Issuing a warning to the Guardian Media Group ahead of its publication of an exposé of mass Facebook data harvesting was not the wisest move, one of the social networking giant’s senior executives has said.
Addressing the FT Future of News conference, Campbell Brown, head of news partnerships at Facebook, said: “If it were me I would have probably not threatened to sue the Guardian,” adding it was “not our wisest move”.
GMG received a legal letter from Facebook the day before the Observer reported that a company harvested as many as 50m Facebook profiles of US voters for Cambridge Analytica and used them to build a powerful software program to predict and influence choices at the ballot box.
Brown’s comments come after Facebook’s founder, chief executive and chairman, Mark Zuckerberg, acknowledged that the policies that allowed the misuse of data were “a breach of trust between Facebook and the people who share their data with us and expect us to protect it”.
Brown, a former journalist with CNN and NBC, reportedly told the conference on Thursday: “It’s been a rough week. Frankly, it’s been a rough year.
“Inside the company and outside the company, people are very upset. I’m upset. This breach of trust that’s happened as Mark described it last night doesn’t feel good for anyone.”
The crisis stems from Facebook policies that allowed third-party app developers to extract personal data about users and their friends from 2007 to 2014. Facebook greatly reduced the amount of data that was available to third parties in 2014, but not before a Cambridge University researcher named Aleksandr Kogan had used an app to extract the information of more than 50 million people for Cambridge Analytica for commercial and political use. There was no connection with Cambridge University.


**Your instructions**
Make a word-for-word copy of the entries below from their first line through the line with "Image is 644x306 pixels.", and add nothing.

**Extracted entries**

┏━━

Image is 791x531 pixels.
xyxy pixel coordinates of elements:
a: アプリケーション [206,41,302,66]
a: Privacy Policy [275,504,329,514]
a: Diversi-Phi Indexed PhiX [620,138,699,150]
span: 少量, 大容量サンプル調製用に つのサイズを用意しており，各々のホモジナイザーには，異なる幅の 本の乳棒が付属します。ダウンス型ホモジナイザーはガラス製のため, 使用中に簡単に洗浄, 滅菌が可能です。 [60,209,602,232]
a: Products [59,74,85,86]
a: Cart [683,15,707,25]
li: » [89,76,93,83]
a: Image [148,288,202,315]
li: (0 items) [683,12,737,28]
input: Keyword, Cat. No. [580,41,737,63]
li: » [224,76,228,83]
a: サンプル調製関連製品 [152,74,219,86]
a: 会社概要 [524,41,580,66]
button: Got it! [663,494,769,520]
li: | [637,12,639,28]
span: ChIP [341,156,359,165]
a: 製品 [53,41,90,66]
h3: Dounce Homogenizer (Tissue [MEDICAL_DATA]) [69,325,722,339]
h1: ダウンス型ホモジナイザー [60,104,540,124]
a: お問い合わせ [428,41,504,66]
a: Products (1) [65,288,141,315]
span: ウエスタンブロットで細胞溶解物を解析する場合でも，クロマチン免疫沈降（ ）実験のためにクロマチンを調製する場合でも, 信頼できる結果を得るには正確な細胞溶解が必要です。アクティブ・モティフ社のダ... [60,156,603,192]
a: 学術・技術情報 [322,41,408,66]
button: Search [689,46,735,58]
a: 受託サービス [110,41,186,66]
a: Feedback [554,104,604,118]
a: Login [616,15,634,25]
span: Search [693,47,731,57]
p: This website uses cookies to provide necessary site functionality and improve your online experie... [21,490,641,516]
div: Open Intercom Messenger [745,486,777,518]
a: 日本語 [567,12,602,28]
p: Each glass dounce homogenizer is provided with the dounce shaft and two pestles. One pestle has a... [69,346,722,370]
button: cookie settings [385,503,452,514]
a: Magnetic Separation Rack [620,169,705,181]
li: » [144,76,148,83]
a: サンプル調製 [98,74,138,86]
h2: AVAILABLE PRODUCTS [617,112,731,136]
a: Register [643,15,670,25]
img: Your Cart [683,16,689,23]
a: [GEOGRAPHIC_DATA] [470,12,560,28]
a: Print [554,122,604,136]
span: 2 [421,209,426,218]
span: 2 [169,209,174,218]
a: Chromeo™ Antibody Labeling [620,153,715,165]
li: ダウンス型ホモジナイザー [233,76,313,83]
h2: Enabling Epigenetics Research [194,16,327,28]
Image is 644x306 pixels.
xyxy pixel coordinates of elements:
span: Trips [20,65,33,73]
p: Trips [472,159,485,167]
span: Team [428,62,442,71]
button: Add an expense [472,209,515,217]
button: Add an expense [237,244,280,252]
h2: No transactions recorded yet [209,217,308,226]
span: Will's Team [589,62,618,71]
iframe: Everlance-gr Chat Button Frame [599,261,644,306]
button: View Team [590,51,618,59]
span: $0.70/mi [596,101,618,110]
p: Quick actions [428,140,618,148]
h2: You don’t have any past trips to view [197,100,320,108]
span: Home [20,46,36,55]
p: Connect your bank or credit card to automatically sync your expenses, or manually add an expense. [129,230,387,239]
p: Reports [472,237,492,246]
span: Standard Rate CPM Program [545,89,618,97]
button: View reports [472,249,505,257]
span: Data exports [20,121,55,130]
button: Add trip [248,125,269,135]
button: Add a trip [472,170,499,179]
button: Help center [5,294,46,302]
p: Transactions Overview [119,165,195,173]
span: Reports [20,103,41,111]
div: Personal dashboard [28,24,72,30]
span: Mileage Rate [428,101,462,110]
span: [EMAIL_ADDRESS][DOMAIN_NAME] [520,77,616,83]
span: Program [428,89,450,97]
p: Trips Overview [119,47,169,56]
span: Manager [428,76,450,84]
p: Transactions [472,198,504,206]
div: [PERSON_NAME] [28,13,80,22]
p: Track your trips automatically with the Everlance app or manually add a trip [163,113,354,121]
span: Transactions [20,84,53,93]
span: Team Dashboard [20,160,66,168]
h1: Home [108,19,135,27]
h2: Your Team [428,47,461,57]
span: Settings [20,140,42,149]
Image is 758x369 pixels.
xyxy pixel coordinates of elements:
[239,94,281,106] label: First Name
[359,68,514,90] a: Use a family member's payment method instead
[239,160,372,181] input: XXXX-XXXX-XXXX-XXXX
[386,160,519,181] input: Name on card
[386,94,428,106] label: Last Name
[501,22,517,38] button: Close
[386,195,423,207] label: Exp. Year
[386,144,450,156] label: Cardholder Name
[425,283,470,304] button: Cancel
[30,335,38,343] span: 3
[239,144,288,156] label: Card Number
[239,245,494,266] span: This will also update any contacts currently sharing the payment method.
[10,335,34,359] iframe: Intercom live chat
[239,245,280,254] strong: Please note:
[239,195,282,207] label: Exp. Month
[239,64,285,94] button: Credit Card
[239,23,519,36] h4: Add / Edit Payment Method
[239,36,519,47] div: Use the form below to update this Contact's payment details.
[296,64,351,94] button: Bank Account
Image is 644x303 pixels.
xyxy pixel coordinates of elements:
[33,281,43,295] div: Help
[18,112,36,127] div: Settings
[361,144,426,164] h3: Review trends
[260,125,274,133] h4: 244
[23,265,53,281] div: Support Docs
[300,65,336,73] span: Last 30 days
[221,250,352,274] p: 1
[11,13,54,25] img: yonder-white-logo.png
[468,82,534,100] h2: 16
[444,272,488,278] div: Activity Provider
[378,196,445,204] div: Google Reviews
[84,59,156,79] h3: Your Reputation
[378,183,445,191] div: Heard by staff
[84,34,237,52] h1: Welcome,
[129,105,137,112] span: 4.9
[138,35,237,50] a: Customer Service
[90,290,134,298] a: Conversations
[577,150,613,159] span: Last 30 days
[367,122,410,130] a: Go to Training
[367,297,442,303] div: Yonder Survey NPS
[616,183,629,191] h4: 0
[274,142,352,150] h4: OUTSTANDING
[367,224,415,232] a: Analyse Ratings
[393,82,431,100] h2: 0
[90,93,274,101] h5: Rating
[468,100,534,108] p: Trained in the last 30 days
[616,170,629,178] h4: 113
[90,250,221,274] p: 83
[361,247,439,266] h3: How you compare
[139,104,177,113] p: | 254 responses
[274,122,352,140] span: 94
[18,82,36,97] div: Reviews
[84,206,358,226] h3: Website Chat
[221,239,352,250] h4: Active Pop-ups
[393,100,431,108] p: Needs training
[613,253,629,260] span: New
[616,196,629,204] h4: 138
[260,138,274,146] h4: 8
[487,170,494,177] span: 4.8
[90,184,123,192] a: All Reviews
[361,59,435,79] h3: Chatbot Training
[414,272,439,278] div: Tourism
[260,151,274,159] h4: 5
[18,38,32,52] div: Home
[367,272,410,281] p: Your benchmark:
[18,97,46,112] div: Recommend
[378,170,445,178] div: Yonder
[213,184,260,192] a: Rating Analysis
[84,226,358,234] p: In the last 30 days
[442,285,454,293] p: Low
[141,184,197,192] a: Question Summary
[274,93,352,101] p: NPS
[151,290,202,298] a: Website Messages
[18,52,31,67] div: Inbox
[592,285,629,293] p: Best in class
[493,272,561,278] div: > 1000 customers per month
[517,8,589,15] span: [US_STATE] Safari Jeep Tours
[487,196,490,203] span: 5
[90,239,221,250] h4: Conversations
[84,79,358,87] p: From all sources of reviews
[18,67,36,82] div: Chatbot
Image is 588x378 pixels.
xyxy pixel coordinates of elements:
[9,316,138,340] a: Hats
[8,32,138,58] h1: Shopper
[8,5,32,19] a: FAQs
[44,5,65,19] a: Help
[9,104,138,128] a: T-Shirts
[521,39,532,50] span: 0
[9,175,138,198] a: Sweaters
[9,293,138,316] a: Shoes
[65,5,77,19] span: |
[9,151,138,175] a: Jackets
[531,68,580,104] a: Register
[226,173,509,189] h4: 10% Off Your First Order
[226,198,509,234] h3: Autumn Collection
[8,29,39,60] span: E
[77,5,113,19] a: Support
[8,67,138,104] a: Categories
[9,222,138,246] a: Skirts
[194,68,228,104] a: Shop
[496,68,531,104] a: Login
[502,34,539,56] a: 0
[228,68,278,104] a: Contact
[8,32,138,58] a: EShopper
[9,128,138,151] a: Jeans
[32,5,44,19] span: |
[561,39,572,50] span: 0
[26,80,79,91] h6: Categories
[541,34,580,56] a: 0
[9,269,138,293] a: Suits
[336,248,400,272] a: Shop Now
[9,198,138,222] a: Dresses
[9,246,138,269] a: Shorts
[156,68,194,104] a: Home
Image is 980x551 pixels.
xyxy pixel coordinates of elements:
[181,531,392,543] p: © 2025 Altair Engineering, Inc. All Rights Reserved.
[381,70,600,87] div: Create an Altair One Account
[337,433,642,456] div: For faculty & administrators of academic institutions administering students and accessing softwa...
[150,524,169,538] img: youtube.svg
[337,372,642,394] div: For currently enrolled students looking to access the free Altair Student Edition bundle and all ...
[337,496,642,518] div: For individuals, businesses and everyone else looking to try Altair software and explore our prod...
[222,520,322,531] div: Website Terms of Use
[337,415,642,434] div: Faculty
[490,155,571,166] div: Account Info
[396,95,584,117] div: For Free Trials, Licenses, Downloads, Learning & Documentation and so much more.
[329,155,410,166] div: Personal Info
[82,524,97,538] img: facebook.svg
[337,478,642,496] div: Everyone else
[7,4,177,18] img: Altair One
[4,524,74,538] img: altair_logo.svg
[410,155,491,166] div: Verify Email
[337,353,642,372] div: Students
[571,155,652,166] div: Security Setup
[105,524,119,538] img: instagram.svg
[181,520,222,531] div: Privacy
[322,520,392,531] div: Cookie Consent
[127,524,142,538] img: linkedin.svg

┗━━

**Exercise solution**
Image is 791x531 pixels.
xyxy pixel coordinates of elements:
a: アプリケーション [206,41,302,66]
a: Privacy Policy [275,504,329,514]
a: Diversi-Phi Indexed PhiX [620,138,699,150]
span: 少量, 大容量サンプル調製用に つのサイズを用意しており，各々のホモジナイザーには，異なる幅の 本の乳棒が付属します。ダウンス型ホモジナイザーはガラス製のため, 使用中に簡単に洗浄, 滅菌が可能です。 [60,209,602,232]
a: Products [59,74,85,86]
a: Cart [683,15,707,25]
li: » [89,76,93,83]
a: Image [148,288,202,315]
li: (0 items) [683,12,737,28]
input: Keyword, Cat. No. [580,41,737,63]
li: » [224,76,228,83]
a: サンプル調製関連製品 [152,74,219,86]
a: 会社概要 [524,41,580,66]
button: Got it! [663,494,769,520]
li: | [637,12,639,28]
span: ChIP [341,156,359,165]
a: 製品 [53,41,90,66]
h3: Dounce Homogenizer (Tissue [MEDICAL_DATA]) [69,325,722,339]
h1: ダウンス型ホモジナイザー [60,104,540,124]
a: お問い合わせ [428,41,504,66]
a: Products (1) [65,288,141,315]
span: ウエスタンブロットで細胞溶解物を解析する場合でも，クロマチン免疫沈降（ ）実験のためにクロマチンを調製する場合でも, 信頼できる結果を得るには正確な細胞溶解が必要です。アクティブ・モティフ社のダ... [60,156,603,192]
a: 学術・技術情報 [322,41,408,66]
button: Search [689,46,735,58]
a: 受託サービス [110,41,186,66]
a: Feedback [554,104,604,118]
a: Login [616,15,634,25]
span: Search [693,47,731,57]
p: This website uses cookies to provide necessary site functionality and improve your online experie... [21,490,641,516]
div: Open Intercom Messenger [745,486,777,518]
a: 日本語 [567,12,602,28]
p: Each glass dounce homogenizer is provided with the dounce shaft and two pestles. One pestle has a... [69,346,722,370]
button: cookie settings [385,503,452,514]
a: Magnetic Separation Rack [620,169,705,181]
li: » [144,76,148,83]
a: サンプル調製 [98,74,138,86]
h2: AVAILABLE PRODUCTS [617,112,731,136]
a: Register [643,15,670,25]
img: Your Cart [683,16,689,23]
a: [GEOGRAPHIC_DATA] [470,12,560,28]
a: Print [554,122,604,136]
span: 2 [421,209,426,218]
span: 2 [169,209,174,218]
a: Chromeo™ Antibody Labeling [620,153,715,165]
li: ダウンス型ホモジナイザー [233,76,313,83]
h2: Enabling Epigenetics Research [194,16,327,28]
Image is 644x306 pixels.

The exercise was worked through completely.